This was widely expected. From Bloomberg on Wednesday:
Norges Bank raised its key interest rate a quarter point from a record low and signaled steeper increases than it previously forecast over the next three years as inflation accelerates and unemployment remains low.
The Oslo-based bank raised the overnight deposit rate to 1.5 percent, becoming the first European central bank to reverse its easing cycle since the credit crisis started to abate. Nineteen of 20 economists surveyed by Bloomberg had predicted the move, while one had expected a half-point increase.
Don't expect the Fed to follow with a rate hike of its own soon though. Wednesday's US economic data show that the sustainability of the recovery remains a question. From Reuters:
Sales of new U.S. homes unexpectedly tumbled in September, their first drop in six months, underscoring the hazards to an economic recovery even as businesses appeared to be stepping up investment.
New single-family home sales fell 3.6 percent to a 402,000 unit annual pace from a downwardly revised 417,000 units in August, the Commerce Department said on Wednesday. Analysts polled by Reuters had expected sales to rise to a 440,000 unit pace...
The housing data represented a road bump in a recovery that otherwise appears to be widening. Another Commerce Department report showed that new orders for long-lasting U.S. manufactured goods rose 1 percent in September as businesses stepped-up investment plans...
The report showed orders for nondefense capital goods excluding aircraft, a closely watched proxy for investment spending, rose a solid 2 percent in September, suggesting businesses were growing increasingly confident the economy's recovery would be sustained.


Work order:
Repeat the following entries verbatim, apart from the pictures.

(Items from a figure collection)
* * * *
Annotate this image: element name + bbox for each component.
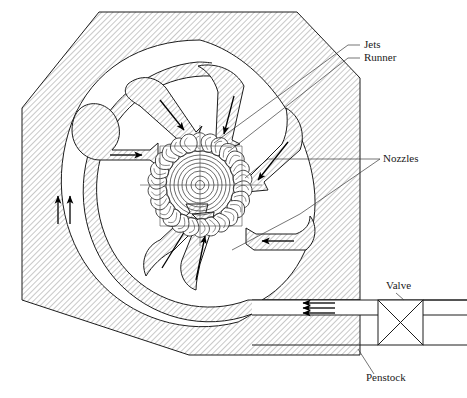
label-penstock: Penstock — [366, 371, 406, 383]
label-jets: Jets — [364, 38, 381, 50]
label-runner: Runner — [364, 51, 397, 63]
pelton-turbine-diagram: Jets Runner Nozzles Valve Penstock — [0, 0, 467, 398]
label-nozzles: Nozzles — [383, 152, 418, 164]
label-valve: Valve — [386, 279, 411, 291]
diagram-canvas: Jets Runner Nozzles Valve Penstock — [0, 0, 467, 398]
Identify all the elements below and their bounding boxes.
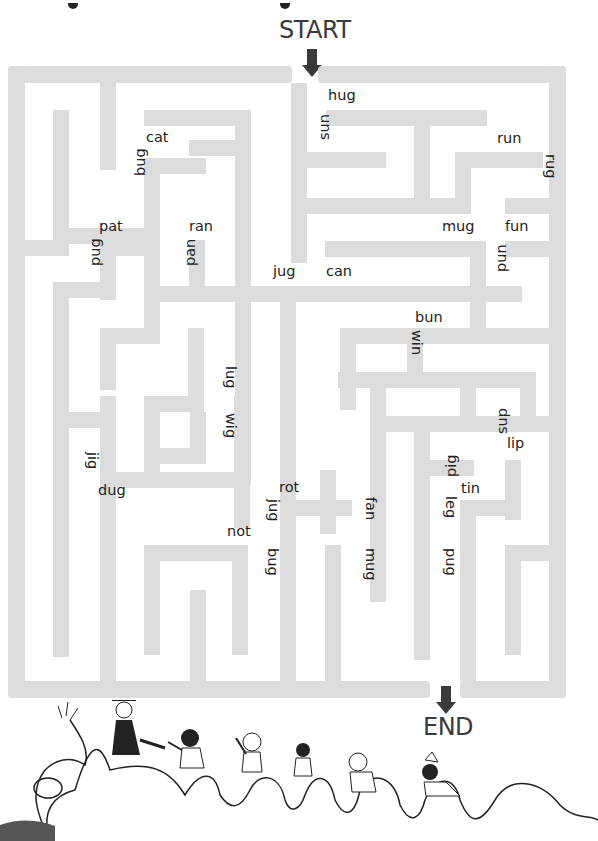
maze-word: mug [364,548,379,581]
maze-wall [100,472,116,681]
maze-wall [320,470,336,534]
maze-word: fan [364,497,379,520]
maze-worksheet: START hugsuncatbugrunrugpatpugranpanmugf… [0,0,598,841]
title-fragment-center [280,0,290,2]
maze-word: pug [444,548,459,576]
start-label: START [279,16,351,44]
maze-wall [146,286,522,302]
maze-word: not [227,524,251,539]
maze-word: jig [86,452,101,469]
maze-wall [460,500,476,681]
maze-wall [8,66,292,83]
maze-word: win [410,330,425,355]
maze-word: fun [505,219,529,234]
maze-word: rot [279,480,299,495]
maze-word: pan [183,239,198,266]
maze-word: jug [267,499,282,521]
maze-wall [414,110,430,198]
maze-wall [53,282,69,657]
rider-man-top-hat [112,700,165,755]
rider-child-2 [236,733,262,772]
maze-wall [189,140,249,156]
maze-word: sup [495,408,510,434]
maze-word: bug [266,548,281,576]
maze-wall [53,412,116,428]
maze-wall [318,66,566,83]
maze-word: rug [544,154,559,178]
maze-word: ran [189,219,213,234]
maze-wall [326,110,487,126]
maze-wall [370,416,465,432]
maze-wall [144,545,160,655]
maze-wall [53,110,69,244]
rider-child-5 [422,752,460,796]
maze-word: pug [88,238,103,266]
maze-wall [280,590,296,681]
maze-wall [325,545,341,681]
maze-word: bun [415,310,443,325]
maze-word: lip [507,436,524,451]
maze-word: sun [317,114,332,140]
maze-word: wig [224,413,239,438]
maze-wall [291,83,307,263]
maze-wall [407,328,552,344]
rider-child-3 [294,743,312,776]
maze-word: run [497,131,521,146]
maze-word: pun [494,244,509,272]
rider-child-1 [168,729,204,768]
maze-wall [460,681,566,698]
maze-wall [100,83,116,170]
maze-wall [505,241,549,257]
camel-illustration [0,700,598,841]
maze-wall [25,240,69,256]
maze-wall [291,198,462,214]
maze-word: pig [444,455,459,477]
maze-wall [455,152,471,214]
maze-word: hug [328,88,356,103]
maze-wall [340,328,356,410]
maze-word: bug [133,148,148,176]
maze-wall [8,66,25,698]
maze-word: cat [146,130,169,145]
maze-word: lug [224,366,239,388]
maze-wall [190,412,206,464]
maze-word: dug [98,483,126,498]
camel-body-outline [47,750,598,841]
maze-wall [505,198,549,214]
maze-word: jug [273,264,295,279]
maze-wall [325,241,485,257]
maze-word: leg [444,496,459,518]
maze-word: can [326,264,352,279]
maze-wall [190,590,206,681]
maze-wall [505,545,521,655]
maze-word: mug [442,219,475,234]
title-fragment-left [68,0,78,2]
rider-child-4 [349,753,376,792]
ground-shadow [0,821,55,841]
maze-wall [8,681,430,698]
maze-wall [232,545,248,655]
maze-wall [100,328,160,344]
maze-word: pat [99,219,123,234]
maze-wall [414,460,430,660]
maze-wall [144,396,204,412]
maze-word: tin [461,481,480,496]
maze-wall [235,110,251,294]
* * * *
Worked solution:
Annotate this image: element name + bbox for each component.
label-penstock: Penstock — [366, 371, 406, 383]
label-jets: Jets — [364, 38, 381, 50]
label-runner: Runner — [364, 51, 397, 63]
pelton-turbine-diagram: Jets Runner Nozzles Valve Penstock — [0, 0, 467, 398]
label-nozzles: Nozzles — [383, 152, 418, 164]
label-valve: Valve — [386, 279, 411, 291]
diagram-canvas: Jets Runner Nozzles Valve Penstock — [0, 0, 467, 398]
Identify all the elements below and their bounding boxes.
maze-word: mug [364,548,379,581]
maze-wall [100,472,116,681]
maze-wall [320,470,336,534]
maze-word: fan [364,497,379,520]
maze-worksheet: START hugsuncatbugrunrugpatpugranpanmugf… [0,0,598,841]
title-fragment-center [280,0,290,2]
maze-word: pug [444,548,459,576]
start-label: START [279,16,351,44]
maze-wall [146,286,522,302]
maze-word: not [227,524,251,539]
maze-word: jig [86,452,101,469]
maze-wall [460,500,476,681]
maze-wall [8,66,292,83]
maze-word: win [410,330,425,355]
maze-word: fun [505,219,529,234]
maze-word: rot [279,480,299,495]
maze-word: pan [183,239,198,266]
maze-word: jug [267,499,282,521]
maze-wall [414,110,430,198]
maze-wall [53,282,69,657]
rider-man-top-hat [112,700,165,755]
rider-child-2 [236,733,262,772]
maze-wall [189,140,249,156]
maze-word: sup [495,408,510,434]
maze-word: bug [266,548,281,576]
maze-wall [53,412,116,428]
maze-wall [318,66,566,83]
maze-word: rug [544,154,559,178]
maze-word: ran [189,219,213,234]
maze-wall [326,110,487,126]
maze-wall [370,416,465,432]
maze-wall [144,545,160,655]
maze-wall [53,110,69,244]
rider-child-5 [422,752,460,796]
maze-word: pug [88,238,103,266]
maze-wall [280,590,296,681]
maze-wall [325,545,341,681]
maze-word: bun [415,310,443,325]
maze-word: lip [507,436,524,451]
maze-word: sun [317,114,332,140]
maze-word: wig [224,413,239,438]
maze-wall [291,83,307,263]
maze-wall [407,328,552,344]
rider-child-3 [294,743,312,776]
maze-word: run [497,131,521,146]
maze-word: pun [494,244,509,272]
rider-child-1 [168,729,204,768]
maze-wall [460,681,566,698]
maze-wall [100,83,116,170]
maze-wall [505,241,549,257]
camel-illustration [0,700,598,841]
maze-wall [25,240,69,256]
maze-wall [291,198,462,214]
maze-word: pig [444,455,459,477]
maze-wall [455,152,471,214]
maze-word: hug [328,88,356,103]
maze-wall [340,328,356,410]
maze-word: bug [133,148,148,176]
maze-wall [8,66,25,698]
maze-word: cat [146,130,169,145]
maze-word: lug [224,366,239,388]
maze-wall [190,412,206,464]
maze-word: dug [98,483,126,498]
camel-body-outline [47,750,598,841]
maze-wall [505,198,549,214]
maze-word: jug [273,264,295,279]
maze-wall [325,241,485,257]
maze-word: leg [444,496,459,518]
maze-word: can [326,264,352,279]
maze-wall [190,590,206,681]
maze-wall [505,545,521,655]
maze-word: mug [442,219,475,234]
title-fragment-left [68,0,78,2]
rider-child-4 [349,753,376,792]
ground-shadow [0,821,55,841]
maze-wall [8,681,430,698]
maze-wall [232,545,248,655]
maze-wall [100,328,160,344]
maze-word: pat [99,219,123,234]
maze-wall [414,460,430,660]
maze-wall [144,396,204,412]
maze-word: tin [461,481,480,496]
maze-wall [235,110,251,294]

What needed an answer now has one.